Taking this advice too literally could lead one into a dumb mistake like shorting Wal-Mart. If it's a marketing axiom that there's no future in cheap, how did Wal-Mart build such success offering nothing but cheap?
I see two possible answers: 1) Marketing gurus are stupid and wrong; 2) Wal-Mart's brand is actually more complex than its longtime slogan "Always Low Prices" allowed, and you need a marketing guru to explain why. Let's explore option 2.
I would argue that decades after its founding and many years after being universally acknowledged as one of history's most important (for ill or good is merely a matter of opinion) economic entities, Wal-Mart is only now revealing its true branding.

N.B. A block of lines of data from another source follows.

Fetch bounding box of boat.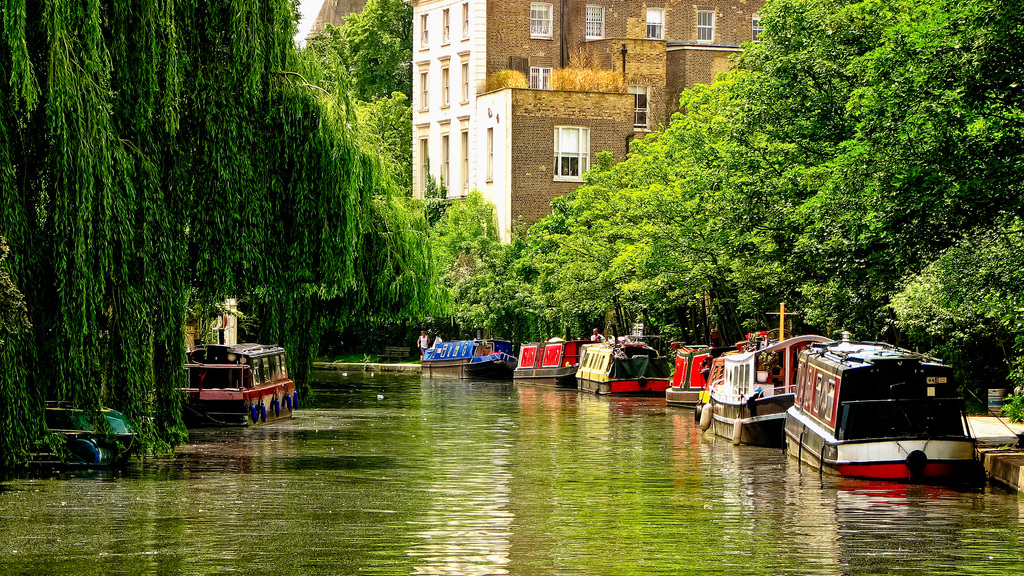
Bbox: Rect(778, 316, 1021, 478).
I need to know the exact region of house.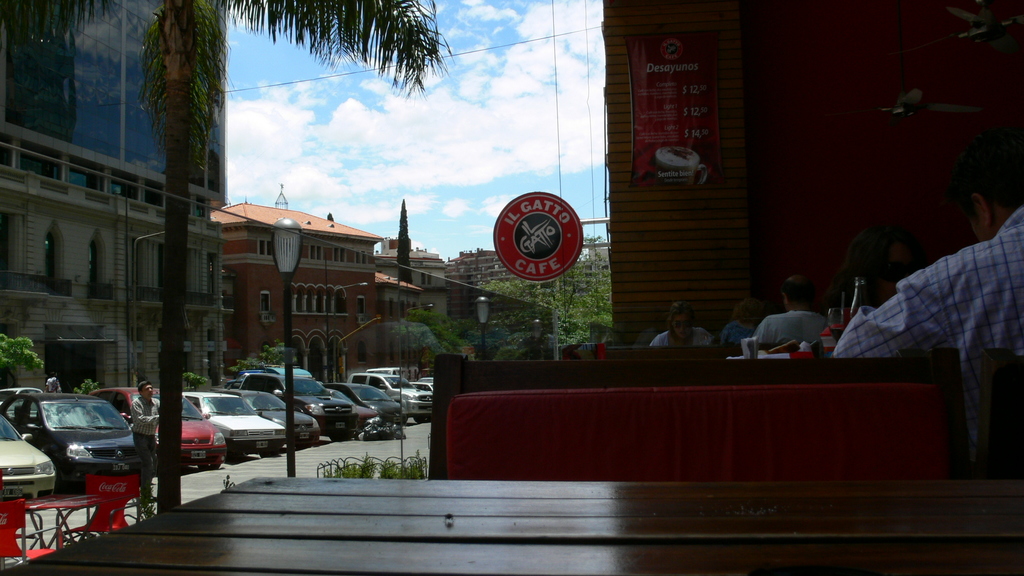
Region: detection(459, 233, 514, 371).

So far, so truistic. But there is a risk to Wal-Mart's strategy, and you'll see it when you recall the grade-school arithmetic concept, the transitive property of equality. Expressed as an equation, Wal-Mart's old branding is:
Low prices = low prices
N equals itself -- end of discussion. The new branding is:
Low prices = a better life
The transitive property reminds us that any number of things that at first seem very different can equal one another. 2+2 is the same as 100-96 which is the same as 4 quaqdrillion/1 quadrillion and so on. So the Wal-Mart shopper may now find herself wondering: What else equals a happy life? What if tariffs made imported goods just expensive enough to cause the re-introduction of manufacturing to America, causing more of us to be employed, causing more of us to live happily? High prices can equal a better life just as easily as low ones can.

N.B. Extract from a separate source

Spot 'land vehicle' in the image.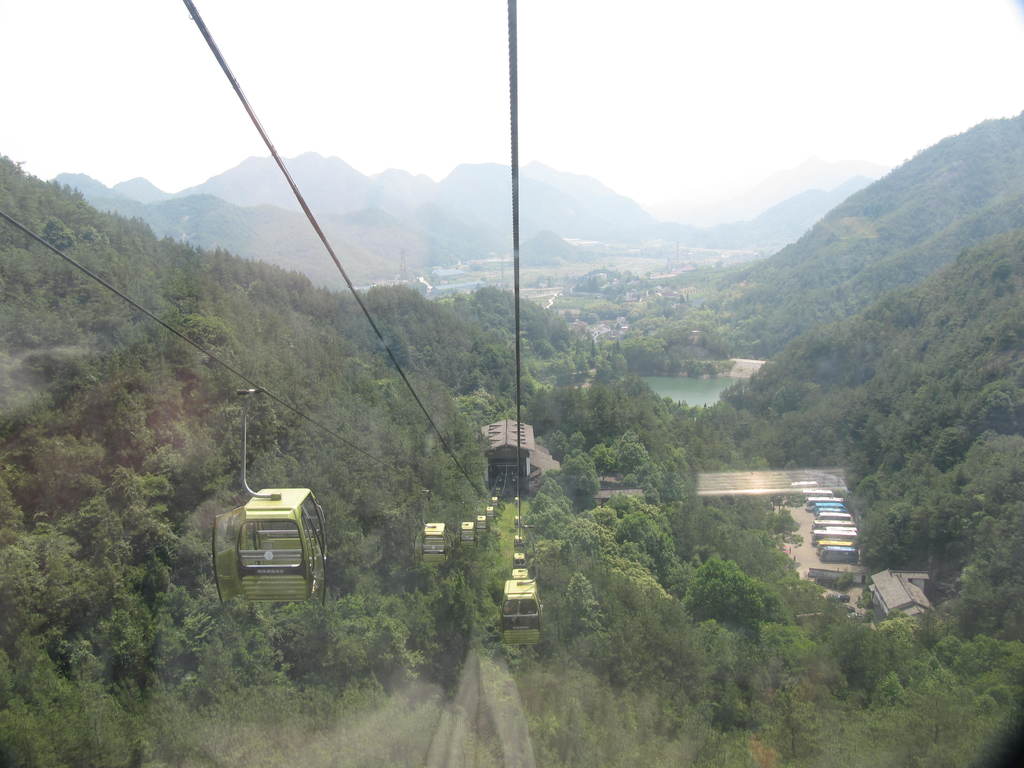
'land vehicle' found at (217,488,330,621).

(Granted, if Karl Marx were alive today, he would be the only person alive today who seriously thinks Wal-Mart customers may be asking themselves this. What if, is all I'm saying.)
I'm certainly not advising shorting Wal-Mart on grounds they've suddenly decided low prices are a bad idea after all. Monkeys will sooner fly out of my ass. I am saying that if you want a crash course on the psychology of spending -- including the psychology of donating -- listen carefully to Professor Wal-Mart.